Ronald Vance, a Southeast Ohio native and associate professor of nursing at OU’s Chillicothe branch, said centers like O’Bleness are an important part of the puzzle for rural health care: they provide the chance for a patient to be stabilized before flight.
“That’s the benefit of having a small hospital close to home,” Vance, of Meigs County, said.
But why not just have a designated trauma center in Athens?
Colin Yoder, spokesman for OhioHealth, the health system that includes Grant Medical Center in Columbus where O’Bleness’ most critical patients are sometimes flown, said there’s a lot more to being a trauma center than people think.
“We must be ready at all times to care for the most critically injured patients,” Yoder said.
So, 24/7, they have to keep a highly specialized medical staff on call at the facility, he said.
That includes a trauma surgeon, neurosurgeon, plastic surgeon, radiologists, orthopedic trauma surgeons and surgical nurses, to name a few. In addition, there’s a staff there to maintain the blood bank and a lab.
“As you can imagine, that’s a pretty high-cost operation,” Yoder said. “If you try to apply that model to a smaller community like Athens, it may not work because the volume of patients aren’t there.”
He said Grant gets 12 traumas a day on average, or about 4,300 a year.
OhioHealth is in the process of making O’Bleness a full member of the OhioHealth system. That would give it access to the “full complement of clinical expertise, financial resources and logistical support that a large health care system can provide,” according to a press release.
Spokespeople for O’Bleness did not respond to requests for comment by press time; therefore, it wasn’t immediately clear how many traumas the hospital sees.
Yoder said getting to a trauma center within an hour of being seriously injured — whether it’s being crushed in a car crash or taking a serious blow to the head — helps your chances of survival. After that hour, survival rates diminish.
Being that Columbus is about an hour and a half away from Athens, without the Nelsonville Bypass, the life-saving measure of being flown from Athens to Columbus is often necessary, though it’s expensive.
Basta said it could cost around $20,000.
Some insurance policies pay for the transport if it can be proven that the drastic move was necessary. Sometimes uninsured people get transported, and often, people can’t pay.
It’s something Bailey said MedFlight feels when it bills for services.
“Is it a struggle?
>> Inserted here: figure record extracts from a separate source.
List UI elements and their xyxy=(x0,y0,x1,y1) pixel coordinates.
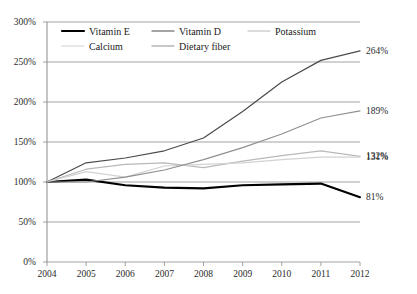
y-axis-label: 250% xyxy=(2,57,36,67)
series-line-vitamin-d xyxy=(47,51,360,182)
y-axis-label: 100% xyxy=(2,177,36,187)
end-value-label-calcium: 131% xyxy=(366,152,388,162)
x-axis-label: 2004 xyxy=(27,269,67,279)
legend-label-potassium: Potassium xyxy=(275,26,316,37)
series-line-calcium xyxy=(47,157,360,182)
y-axis-label: 300% xyxy=(2,17,36,27)
legend-label-vitamin-e: Vitamin E xyxy=(89,26,130,37)
x-axis-label: 2012 xyxy=(340,269,380,279)
series-line-dietary-fiber xyxy=(47,111,360,182)
series-line-potassium xyxy=(47,151,360,182)
x-axis-label: 2009 xyxy=(223,269,263,279)
end-value-label-dietary-fiber: 189% xyxy=(366,106,388,116)
end-value-label-vitamin-e: 81% xyxy=(366,192,383,202)
x-axis-label: 2010 xyxy=(262,269,302,279)
y-axis-label: 50% xyxy=(2,217,36,227)
x-axis-label: 2011 xyxy=(301,269,341,279)
x-axis-label: 2005 xyxy=(66,269,106,279)
legend-label-vitamin-d: Vitamin D xyxy=(179,26,221,37)
x-axis-label: 2008 xyxy=(184,269,224,279)
legend-label-dietary-fiber: Dietary fiber xyxy=(179,41,230,52)
y-axis-label: 200% xyxy=(2,97,36,107)
x-axis-label: 2007 xyxy=(144,269,184,279)
line-chart: 0%50%100%150%200%250%300%200420052006200… xyxy=(0,0,417,294)
y-axis-label: 150% xyxy=(2,137,36,147)
legend-label-calcium: Calcium xyxy=(89,41,123,52)
x-axis-label: 2006 xyxy=(105,269,145,279)
end-value-label-vitamin-d: 264% xyxy=(366,46,388,56)
y-axis-label: 0% xyxy=(2,257,36,267)
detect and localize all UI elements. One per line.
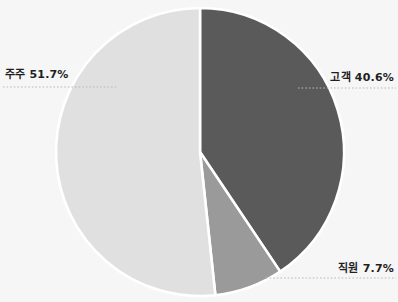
pie-chart-canvas (0, 0, 398, 302)
pie-slice-juju[interactable] (56, 8, 215, 296)
pie-chart-figure: 주주 51.7% 고객 40.6% 직원 7.7% (0, 0, 398, 302)
pie-label-gogaek: 고객 40.6% (330, 72, 394, 83)
pie-label-jigwon: 직원 7.7% (338, 263, 394, 274)
pie-label-juju: 주주 51.7% (5, 69, 69, 80)
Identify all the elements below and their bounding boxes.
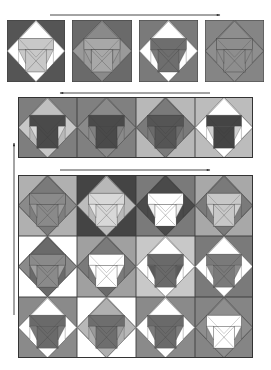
grid-tile-5 (18, 236, 77, 297)
grid-tile-8 (195, 236, 253, 297)
row1-tile-2 (72, 20, 132, 82)
row2-tile-2 (77, 97, 136, 158)
grid-tile-4 (195, 175, 253, 236)
grid-tile-2 (77, 175, 136, 236)
row1-tile-4 (205, 20, 264, 82)
grid-tile-11 (136, 297, 195, 358)
row1-tile-1 (7, 20, 65, 82)
row1-tile-3 (139, 20, 198, 82)
row2-tile-1 (18, 97, 77, 158)
row2-tile-4 (195, 97, 253, 158)
grid-tile-10 (77, 297, 136, 358)
grid-tile-6 (77, 236, 136, 297)
row2-tile-3 (136, 97, 195, 158)
grid-tile-12 (195, 297, 253, 358)
grid-tile-7 (136, 236, 195, 297)
grid-tile-3 (136, 175, 195, 236)
grid-tile-1 (18, 175, 77, 236)
grid-tile-9 (18, 297, 77, 358)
Yeah, but that doesn’t change our mission,” he said, noting that MedFlight, a nonprofit, doesn’t see being able to pay for the service as prerequisite for getting a helicopter off the ground and on the way to help.
As Outreach Coordinator Amanda Ball put it, “if we’re needed, we go.”
Still, that mission leads MedFlight to some fiscal challenges.
“Of all the people we transport, we get less than 50 cents out of the dollar,” Bailey said.
But all that might change with the Affordable Care Act, otherwise known as “Obamacare,” though it’s probably too soon to tell. Bailey said not enough provisions of the act have actually been implemented to tell just how much it’ll affect the business.
“Truly, it’s a mystery,” he said.
A Sept. 25 New York Times/CBS News poll showed 51 percent of Americans are confused about health care reform, and MedFlight officials are no different.
Bailey said the company will be taking a “wait and see” approach to figure out how the law will affect its bottom line.
But one theory suggests that as more people get health insurance — Obama’s law requires individuals have a policy or possibly face a fine, though there are some exceptions to the rule — MedFlight will get more money flowing from those it transports.
Though it is using public confusion about the law to its advantage.
Just two weeks ago, the company started offering a program called MedFlight Advantage, which is aimed to give people the peace of mind that they won’t end up footing the bill for emergency helicopter transport.
For $69.99 a year, expenses for “full service ground and helicopter transport for an entire family if the unthinkable happens” would be covered, according to a press release.
“The fact that there’s uncertainty presents an opportunity for this product that we’re offering,” which Bailey said is essentially “eliminating the burden of a very costly transport.”